Four. She will come again.... But, oh, Maisie, was it as long ago as that? 'Tis but a very little while back Ruth turned fifty."

"Is my girl turned of fifty, then?--yes! it must be so. Fifty years past I landed ashore in Hobart Town, and it was a babe of four I had to leave behind. Well--I was a bit older. I was fifty-seven when I lost my son."

This seemed to mean the death of some son unknown to Granny Marrable.

The convict was never farther from her mind. "'Tis twenty-five years I have been in England--all of twenty-five years, Phoebe."

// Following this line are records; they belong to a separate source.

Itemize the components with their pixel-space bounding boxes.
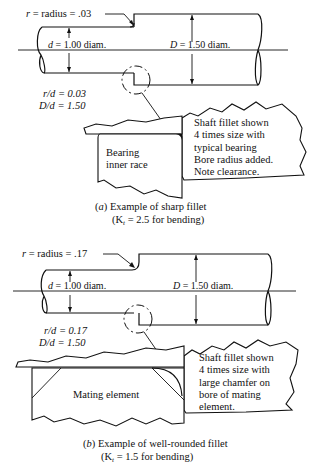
figure-a-small-diameter-label: d = 1.00 diam. bbox=[48, 39, 106, 51]
large-diameter-value: = 1.50 diam. bbox=[177, 39, 230, 50]
kt-prefix: (K bbox=[112, 214, 123, 225]
figure-a-kt-caption: (Kt = 2.5 for bending) bbox=[112, 214, 204, 230]
small-diameter-value: = 1.00 diam. bbox=[53, 280, 106, 291]
figure-a-note: Shaft fillet shown 4 times size with typ… bbox=[194, 117, 273, 178]
figure-b-note: Shaft fillet shown 4 times size with lar… bbox=[199, 352, 274, 413]
note-line: Shaft fillet shown bbox=[199, 352, 274, 364]
figure-a-large-diameter-label: D = 1.50 diam. bbox=[170, 39, 230, 51]
note-line: Shaft fillet shown bbox=[194, 117, 273, 129]
kt-value: = 2.5 for bending) bbox=[125, 214, 204, 225]
figure-b-small-diameter-label: d = 1.00 diam. bbox=[48, 280, 106, 292]
note-line: large chamfer on bbox=[199, 377, 274, 389]
note-line: bore of mating bbox=[199, 389, 274, 401]
figure-b-ratio-rd: r/d = 0.17 bbox=[44, 325, 87, 337]
figure-a-caption: (a) Example of sharp fillet bbox=[95, 201, 206, 214]
figure-b-kt-caption: (Kt = 1.5 for bending) bbox=[101, 451, 193, 467]
radius-value: = radius = .17 bbox=[26, 248, 87, 259]
note-line: 4 times size with bbox=[199, 364, 274, 376]
kt-value: = 1.5 for bending) bbox=[114, 451, 193, 462]
figure-b-caption: (b) Example of well-rounded fillet bbox=[83, 438, 228, 451]
large-diameter-value: = 1.50 diam. bbox=[180, 280, 233, 291]
figure-b-ratio-Dd: D/d = 1.50 bbox=[39, 337, 85, 349]
note-line: 4 times size with bbox=[194, 129, 273, 141]
mating-element-label: Mating element bbox=[73, 389, 139, 401]
caption-title: Example of sharp fillet bbox=[110, 201, 207, 212]
small-diameter-value: = 1.00 diam. bbox=[53, 39, 106, 50]
note-line: typical bearing bbox=[194, 142, 273, 154]
figure-a-ratio-Dd: D/d = 1.50 bbox=[39, 100, 85, 112]
note-line: Bore radius added. bbox=[194, 154, 273, 166]
figure-b-large-diameter-label: D = 1.50 diam. bbox=[173, 280, 233, 292]
element-label-line: inner race bbox=[106, 159, 148, 171]
figure-a-ratio-rd: r/d = 0.03 bbox=[43, 88, 86, 100]
caption-letter: b bbox=[87, 438, 92, 449]
figure-a-radius-label: r = radius = .03 bbox=[26, 8, 91, 20]
note-line: Note clearance. bbox=[194, 166, 273, 178]
kt-prefix: (K bbox=[101, 451, 112, 462]
note-line: element. bbox=[199, 401, 274, 413]
radius-value: = radius = .03 bbox=[30, 8, 91, 19]
caption-letter: a bbox=[99, 201, 104, 212]
figure-b-radius-label: r = radius = .17 bbox=[22, 248, 87, 260]
element-label-line: Bearing bbox=[106, 147, 148, 159]
bearing-inner-race-label: Bearing inner race bbox=[106, 147, 148, 172]
caption-title: Example of well-rounded fillet bbox=[98, 438, 228, 449]
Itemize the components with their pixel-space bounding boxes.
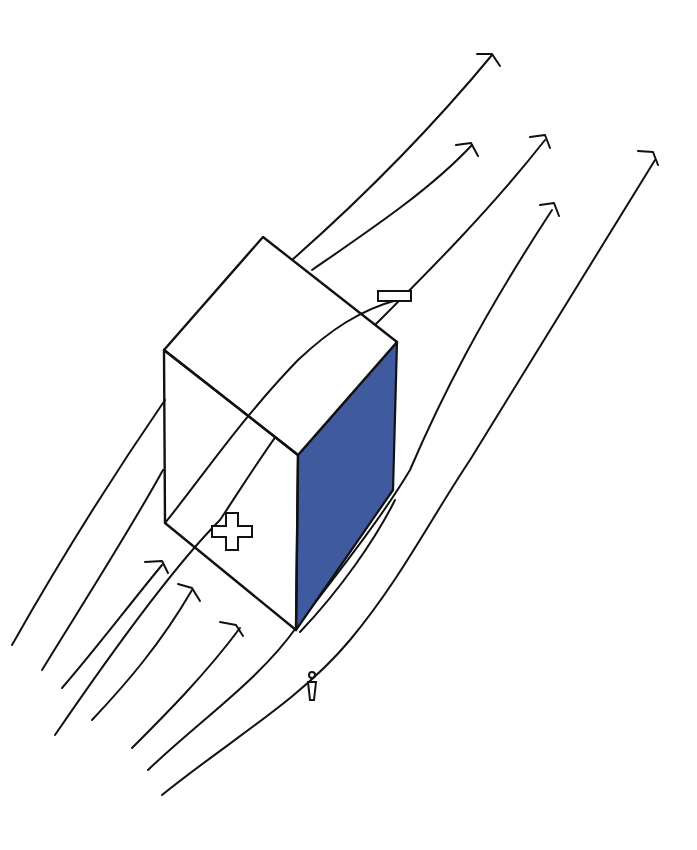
person-figure xyxy=(308,672,316,700)
arrowhead-icon xyxy=(178,584,200,601)
building-block xyxy=(164,237,397,630)
plus-icon xyxy=(212,513,252,550)
streamline-2 xyxy=(292,55,492,260)
minus-icon xyxy=(378,291,411,301)
person-body-icon xyxy=(308,682,316,700)
streamline-7 xyxy=(92,590,192,720)
arrowhead-icon xyxy=(220,622,243,636)
streamline-6 xyxy=(62,565,162,688)
positive-pressure-label xyxy=(212,513,252,550)
streamline-1 xyxy=(12,400,165,645)
streamline-8 xyxy=(132,628,240,748)
wind-flow-diagram: Wind flow around building sketch xyxy=(0,0,697,850)
person-head-icon xyxy=(309,672,315,678)
streamline-10 xyxy=(162,160,655,795)
arrowhead-icon xyxy=(638,151,658,165)
negative-pressure-label xyxy=(378,291,411,301)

"Oh, God have pity on us all! Twenty-five years!" It was a cry of pain turned into words. Had she had to say what stung her most, she would probably have said the thought that Maisie might have seen her daughter's wedding, or at least the babyhood of her children. So much there was to tell!--would she live to hear it? And so much to hear!--would she live to tell it? She could not understand her sister's words that followed:--"All of twenty years alone," referring to the period since her son's transportation. It was really longer. But memory of figures is insecure in hours of trial.

Maisie continued:--"When I came back, I went straight to our old home, long ago--to Darenth Mill, to hear what I might, and old Keturah was dead, and her husband was dead, and ne'er a soul knew aught to tell me.

And there was father's grave in the churchyard, and no other. So what could I think but what the letter said, that all were drowned in the cruel sea, your husband Nicholas, and my little one, all three?"